Bengal Rig V4 Update.

SL600M Bengal Rig Introduction

Bengal Rig v4

SL600M Bengal Rig Introduction

If you’re a regular reader of these hallowed halls, and at this point I certainly hope you are, you might be aware of my Bengal Rig. It’s named partly because of my love of the Cincinnati Bengals, and partly because my favourite colour is orange. The first version of it was a water-cooled GTX 295 built into a Cooler Master 840 ATCS. Yes, it was an absolute monster of a system for the time. Although it does make me laugh that when that card was launched we bemoaned the cost. £500 for a graphics card was madness. Tempora mutantur.

The next version of the Bengal rig was built within an NZXT Switch and covered in custom Cincinnati Bengal vinyl. It has the insane GTX 1080 Ti and an Intel Core i7-8086K. Maximum speed. You all know that the RTX series was a massive upgrade for Nvidia. I still maintain that the GTX 1080 Ti has probably the most longevity of any GPU. It’s only the current 4000 range that have finally taken it behind the woodshed, even as a value proposition.

All of which brings us squarely up to date with the third iteration of the Bengal Rig. It was built during the hellscape that was pandemic lockdowns. What really stepped it up was the incredible work Tom put into painting a Cooler Master SL600M in the exact right shade of orange. It had a Ryzen 7 5800X – eight cores of glory – on the Crosshair Dark Hero. As I’m very much the hardcore gamer of the OC3D team – when I’m not writing I’m playing or sleeping – the inclusion of the Palit Game Rock RTX 3080 saw my socks blown off. In fact here it was, about five minutes before it underwent major surgery.

New Build Specifications (Review links included) :
Case : Cooler Master SL600M
Motherboard : Gigabyte Z790 Aorus Master X
CPU : Intel Core i7-13700K
GPU : Palit RTX 4090 Game Rock OC
Memory : XPG Lancer Blade RGB DDR5 6000MHz 32GB
PSU : Cooler Master V1300 SFX Platinum
CPU Cooler : EK Nucleus CR360 Lux

Now you might have a preference for one hardware item or another. As someone who spends basically every waking moment sat here, my needs are complex. It has to be powerful. The amount of photos or spreadsheets I edit and things I have running at the same time would take a lifetime on wheezy systems. You know as well as I that reviews need to be timely. The Gigabyte Z790 Aorus Master X not only boasts enough power phases to bring a monster to life (that’s Fronkensteen), but support 14th Gen processors for any future upgrades, and has enough USB ports and M.2 slots to handle my insatiable appetite and needs.

The Intel Core i7-13700K balances enough horsepower for work things, but also quick enough to game without killing the power bill. The Palit RTX 4090 will kill it enough as is. With blisteringly quick XPG Lancer Blade memory – 32GB worth no less – it’ll be a big step up from the old rig. Clearly the Cooler Master SL600M, with this custom paint scheme, deserved to stay around a bit longer. It might not have been designed for such beefy hardware, but we can solve that.

SL600M Before

Custom Palit RTX 4090 Game Rock

The kind people at Palit appreciate how much of a thrashing their RTX 3080 got in the V3 Bengal rig and, unbeknownst to me, left it with Tom to upgrade my system. He, as anyone who follows TTL will know, is spectacular at building custom systems.

Custom Palit Game Rock RTX 4090

As Tom was the person who painted my case, he had the exact shade of orange still around. He took the Palit RTX 4090 Game Rock apart and sprayed it a shade that matched the Cooler Master SL600M case. Isn’t it beautiful. Too few items of hardware are in bold colours. Okay this is a custom colour on a custom build, but it looks epic.

A matching backplate too. C’mon, you know you’re jealous. Why haven’t you got an orange system? Or just a system that isn’t black or white? Hopefully this will inspire you to go the extra mile. However, as you can see from the photos here, there is a slight issue. The SL600M is a nice case, but not designed as an open one. The bar at the front hides the power supply and is used for drives too. With an M.2 in my rig, I don’t need drive holes. Maybe there is a way to move the power supply so we can remove this bar? You won’t fit a RTX 4090 in this case without doing so.

Of course it’s not just a new graphics card. With so much of my days spent editing media the CPU is going to move up to the Intel Core i7-13700K. With 32GB of XPG Lancer Blade DDR5 doubling my RAM that will speed things along too. Plus the CUDA cores on the Ada Lovelace GPU letting Vegas render in moments. But that’s for later. Right now this case needs some surgery to fit it all in.

Time for a mod-log.

Custom Orange

Von Blade

Von Blade

I’m VB, the resident OC3D keyboard slave, writer of half the content you love and all the irreverent bits you hate.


What you should do -
From the records below, copy each line that has the word "JSON" in it.

Materials provided -
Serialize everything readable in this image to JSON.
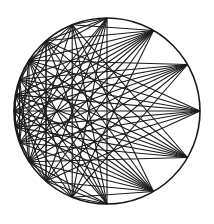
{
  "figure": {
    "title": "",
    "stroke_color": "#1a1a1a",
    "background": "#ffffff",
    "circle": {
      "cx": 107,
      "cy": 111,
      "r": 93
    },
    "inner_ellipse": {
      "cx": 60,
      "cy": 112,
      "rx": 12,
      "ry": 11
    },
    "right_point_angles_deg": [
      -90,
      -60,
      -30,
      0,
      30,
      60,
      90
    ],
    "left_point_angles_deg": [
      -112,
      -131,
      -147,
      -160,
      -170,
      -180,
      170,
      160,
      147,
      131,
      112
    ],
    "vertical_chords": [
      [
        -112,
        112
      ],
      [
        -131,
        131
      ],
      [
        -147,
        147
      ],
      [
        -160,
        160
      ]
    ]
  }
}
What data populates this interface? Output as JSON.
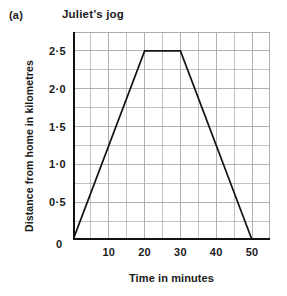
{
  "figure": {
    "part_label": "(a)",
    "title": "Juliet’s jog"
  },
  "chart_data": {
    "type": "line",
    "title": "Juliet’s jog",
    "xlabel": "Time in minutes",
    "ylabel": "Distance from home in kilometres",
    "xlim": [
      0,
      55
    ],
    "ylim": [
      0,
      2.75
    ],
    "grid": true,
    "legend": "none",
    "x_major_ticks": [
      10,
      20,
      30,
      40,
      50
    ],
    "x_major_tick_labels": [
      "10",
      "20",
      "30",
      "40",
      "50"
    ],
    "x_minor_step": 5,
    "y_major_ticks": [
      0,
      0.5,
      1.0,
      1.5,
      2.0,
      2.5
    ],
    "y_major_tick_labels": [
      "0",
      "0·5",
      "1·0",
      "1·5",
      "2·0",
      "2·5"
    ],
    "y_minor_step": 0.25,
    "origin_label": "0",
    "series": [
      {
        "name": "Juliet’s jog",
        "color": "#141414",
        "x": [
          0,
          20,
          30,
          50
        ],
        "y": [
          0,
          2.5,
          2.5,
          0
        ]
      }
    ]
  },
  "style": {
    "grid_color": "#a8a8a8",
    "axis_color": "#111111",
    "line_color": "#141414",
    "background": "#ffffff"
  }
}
* * *
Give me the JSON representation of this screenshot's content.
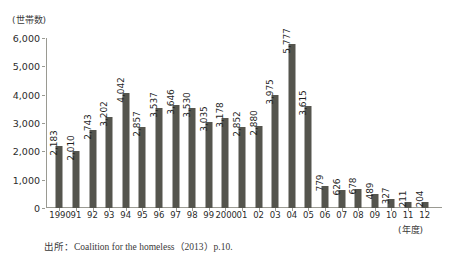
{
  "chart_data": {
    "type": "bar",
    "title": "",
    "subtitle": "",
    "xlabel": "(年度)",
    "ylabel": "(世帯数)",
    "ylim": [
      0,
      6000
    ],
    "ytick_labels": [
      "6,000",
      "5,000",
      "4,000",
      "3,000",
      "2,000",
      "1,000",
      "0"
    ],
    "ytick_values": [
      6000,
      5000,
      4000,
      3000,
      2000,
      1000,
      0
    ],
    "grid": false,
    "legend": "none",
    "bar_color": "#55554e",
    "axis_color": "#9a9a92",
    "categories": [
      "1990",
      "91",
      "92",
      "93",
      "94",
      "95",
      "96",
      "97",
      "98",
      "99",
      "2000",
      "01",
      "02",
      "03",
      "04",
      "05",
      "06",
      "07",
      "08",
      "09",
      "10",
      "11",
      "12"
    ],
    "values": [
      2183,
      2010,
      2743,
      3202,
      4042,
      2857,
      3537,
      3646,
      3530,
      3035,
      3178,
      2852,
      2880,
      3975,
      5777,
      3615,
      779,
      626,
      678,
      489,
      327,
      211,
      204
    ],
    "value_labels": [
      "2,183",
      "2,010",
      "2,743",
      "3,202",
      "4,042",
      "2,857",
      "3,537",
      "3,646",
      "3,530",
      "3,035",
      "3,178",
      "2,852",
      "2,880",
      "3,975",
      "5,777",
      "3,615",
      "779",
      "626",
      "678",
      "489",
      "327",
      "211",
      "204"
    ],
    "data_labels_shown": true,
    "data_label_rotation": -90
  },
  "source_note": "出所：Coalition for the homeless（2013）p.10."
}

Answer space -
Serialize everything readable in this image to JSON.
What data populates this interface? Output as JSON.
Give me the JSON representation of this screenshot's content.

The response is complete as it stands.